- Author: Carole Hom
Want to learn a little about climate science and hurricanes? Do an internet search using "Hurricane Sandy" and "climate change". A quick search at 4pm on October 30th revealed half a dozen major news sources posting very readable articles that explain some of the science underlying climate forecasts of storm severity.
Here's a selection:
- New York Times: Did global warming contribute to Hurricane Sandy's devastation?
- Washington Post: Yes, Hurricane Sandy is a good reason to worry about climate change
- boingboing.net: Did climate change cause Hurricane Sandy?
- Huffington Post: Hey Pols, Hurricane Sandy is climate change
- The Guardian: Was Hurricane Sandy supersized by climate change?
- NPR: The science behind Hurricane Sandy: climate change or freak storm?
For a collection of some pretty amazing satellite images: see this NASA web site.
- Author: Carole Hom
Climate change skeptics for years counted UC Berkeley physicist Richard Muller in their ranks. Muller, a former McArthur award recipient, criticized the "hockey stick" graph of atmospheric CO2 versus time as a mathematical artifact (Muller 2004) and created a research institute, the Berkeley Earth Surface Temperature project, to examine the data more closely.
Based on his work, Muller now writes,
Our results show that the average temperature of the earth’s land has risen by two and a half degrees Fahrenheit over the past 250 years, including an increase of one and a half degrees over the most recent 50 years. Moreover, it appears likely that essentially all of this increase results from the human emission of greenhouse gases.
These findings are stronger than those of the Intergovernmental Panel on Climate Change, the United Nations group that defines the scientific and diplomatic consensus on global warming.
You can read Muller's op-ed, "Conversion of a climate change skeptic", in the New York Times and download his technical work at the BerkeleyEarth.org website.
- Author: Carole Hom
Alison Whipple spoke about how historical ecology research can help in restoring California's Sacramento-San Joaquin Delta on NPR's "Weekend Edition Sunday". Whipple, a first-year graduate student in Hydrologic Sciences at UC Davis and trainee in the Climate Change, Water, and Society (CCWAS) IGERT, and Robin Grossinger from the San Francisco Estuary Institute examined old diaries, photographs, and hand-drawn maps to gain insight into the landscape of the Delta in the 19th century.
According to Grossinger, their goal was "not to go back, but to understand how this landscape worked so we can re-establish ecologically functional and cost-effective habitats within the contemporary landscape.”
For more information on the project, see http://www.sfei.org/DeltaHEStudy
- Author: Carole Hom
CCWAS IGERT PI Graham Fogg will be one of several speakers at the Second International Summit of Sustainability in Chile, on Thursday, 27 September 2012. Graham and his hosts, including José Luis Arumí and other CCWAS collaborators from the University of Concepción and CEAZA, will speak about the importance of groundwater in water resource management under climate change.
For more information, see the original press release.
- Author: Carole Hom
Scientists generally exercise caution about becoming enmeshed in policy discussions. However, it would behoove scientists from all disciplines to become educated about the implications of the Budget Control Act of 2011, which will take effect in January 2013 unless Congress passes legislation to counteract it.
The Budget Control Act of 2011 -- through a process called sequestration -- stipulates across-the-board cuts in all federal agencies. NSF, NIH, EPA, the Department of Education, NOAA all fall under its axe.
Meredith Niles, a UC Davis graduate student in Ecology and trainee in the Responding to Rapid Environmental Change IGERT, has written clearly and eloquently about this in her blog. It's good reading for all scientists -- and for anyone concerned about scientific research, higher education, transportation systems, and other public goods supported by federal dollars.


■ Task statement
Transcribe every entry exactly, leaving out any pictures.

■ Source data
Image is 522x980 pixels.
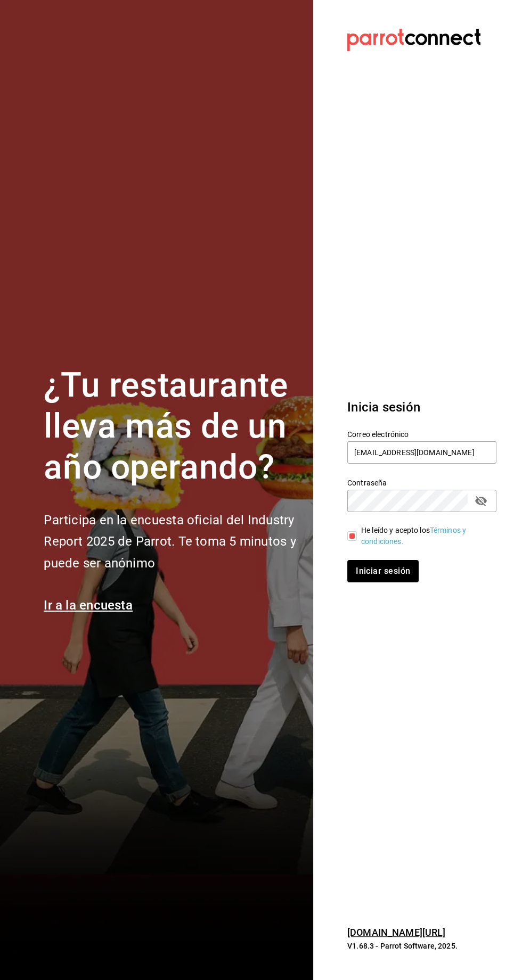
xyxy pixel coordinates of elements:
[347,927,445,938] a: [DOMAIN_NAME][URL]
[361,525,488,547] div: He leído y acepto los
[347,479,497,487] label: Contraseña
[347,560,418,583] button: Iniciar sesión
[44,365,300,488] h1: ¿Tu restaurante lleva más de un año operando?
[44,509,300,574] h2: Participa en la encuesta oficial del Industry Report 2025 de Parrot. Te toma 5 minutos y puede se...
[472,492,490,510] button: passwordField
[44,598,132,613] a: Ir a la encuesta
[347,940,497,952] p: V1.68.3 - Parrot Software, 2025.
[347,441,497,464] input: Ingresa tu correo electrónico
[347,431,497,438] label: Correo electrónico
[347,397,497,416] h3: Inicia sesión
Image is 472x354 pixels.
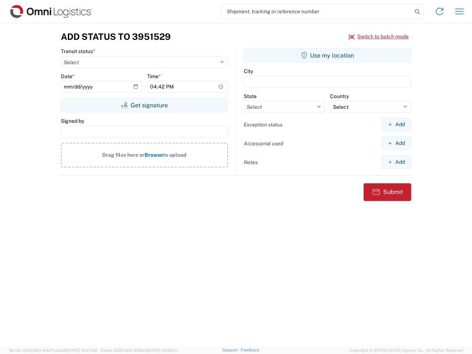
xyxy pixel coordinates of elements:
[68,348,97,353] span: [DATE] 10:47:06
[244,93,257,100] label: State
[364,183,411,201] button: Submit
[61,31,171,42] h3: Add Status to 3951529
[221,4,413,18] input: Shipment, tracking or reference number
[61,98,228,113] button: Get signature
[147,73,161,80] label: Time
[350,347,464,354] span: Copyright © [DATE]-[DATE] Agistix Inc., All Rights Reserved
[382,118,411,131] button: Add
[244,68,253,75] label: City
[61,73,75,80] label: Date
[241,348,260,352] a: Feedback
[382,137,411,150] button: Add
[163,152,187,158] span: to upload
[102,152,145,158] span: Drag files here or
[382,155,411,169] button: Add
[244,159,258,166] label: Notes
[61,48,95,55] label: Transit status
[148,348,178,353] span: [DATE] 09:39:01
[244,140,283,147] label: Accessorial used
[223,348,241,352] a: Support
[61,118,84,124] label: Signed by
[349,31,409,43] button: Switch to batch mode
[101,348,178,353] span: Client: 2025.19.0-129fbcf
[244,48,411,63] button: Use my location
[145,152,163,158] span: Browse
[244,121,283,128] label: Exception status
[9,348,97,353] span: Server: 2025.19.0-d447cefac8f
[330,93,349,100] label: Country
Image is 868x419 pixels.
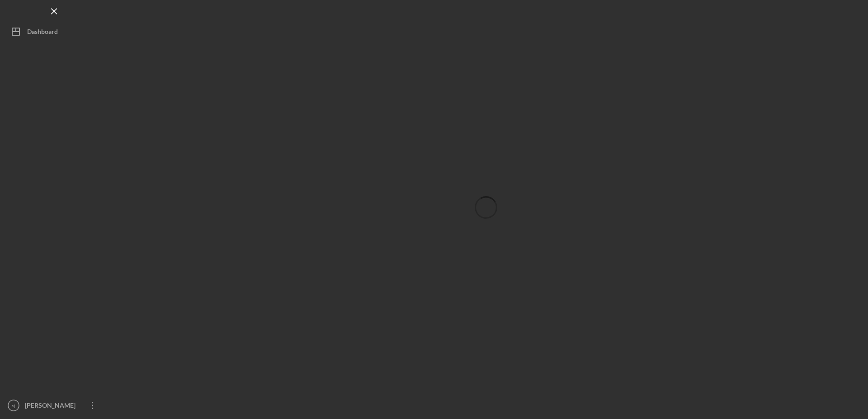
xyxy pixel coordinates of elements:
[4,396,104,414] button: sj[PERSON_NAME]
[27,23,58,43] div: Dashboard
[4,23,104,40] button: Dashboard
[12,403,15,408] text: sj
[23,396,81,416] div: [PERSON_NAME]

■ Solution below
Image is 522x980 pixels.
xyxy pixel coordinates of elements:
[347,927,445,938] a: [DOMAIN_NAME][URL]
[361,525,488,547] div: He leído y acepto los
[347,479,497,487] label: Contraseña
[347,560,418,583] button: Iniciar sesión
[44,365,300,488] h1: ¿Tu restaurante lleva más de un año operando?
[44,509,300,574] h2: Participa en la encuesta oficial del Industry Report 2025 de Parrot. Te toma 5 minutos y puede se...
[472,492,490,510] button: passwordField
[44,598,132,613] a: Ir a la encuesta
[347,940,497,952] p: V1.68.3 - Parrot Software, 2025.
[347,441,497,464] input: Ingresa tu correo electrónico
[347,431,497,438] label: Correo electrónico
[347,397,497,416] h3: Inicia sesión
Image is 472x354 pixels.
xyxy pixel coordinates of elements:
[68,348,97,353] span: [DATE] 10:47:06
[244,93,257,100] label: State
[364,183,411,201] button: Submit
[61,31,171,42] h3: Add Status to 3951529
[221,4,413,18] input: Shipment, tracking or reference number
[61,98,228,113] button: Get signature
[147,73,161,80] label: Time
[350,347,464,354] span: Copyright © [DATE]-[DATE] Agistix Inc., All Rights Reserved
[382,118,411,131] button: Add
[244,68,253,75] label: City
[61,73,75,80] label: Date
[241,348,260,352] a: Feedback
[382,137,411,150] button: Add
[163,152,187,158] span: to upload
[102,152,145,158] span: Drag files here or
[382,155,411,169] button: Add
[244,159,258,166] label: Notes
[61,48,95,55] label: Transit status
[148,348,178,353] span: [DATE] 09:39:01
[244,140,283,147] label: Accessorial used
[223,348,241,352] a: Support
[61,118,84,124] label: Signed by
[349,31,409,43] button: Switch to batch mode
[101,348,178,353] span: Client: 2025.19.0-129fbcf
[244,48,411,63] button: Use my location
[145,152,163,158] span: Browse
[244,121,283,128] label: Exception status
[9,348,97,353] span: Server: 2025.19.0-d447cefac8f
[330,93,349,100] label: Country
Image is 868x419 pixels.
xyxy pixel coordinates of elements:
[4,396,104,414] button: sj[PERSON_NAME]
[27,23,58,43] div: Dashboard
[4,23,104,40] button: Dashboard
[12,403,15,408] text: sj
[23,396,81,416] div: [PERSON_NAME]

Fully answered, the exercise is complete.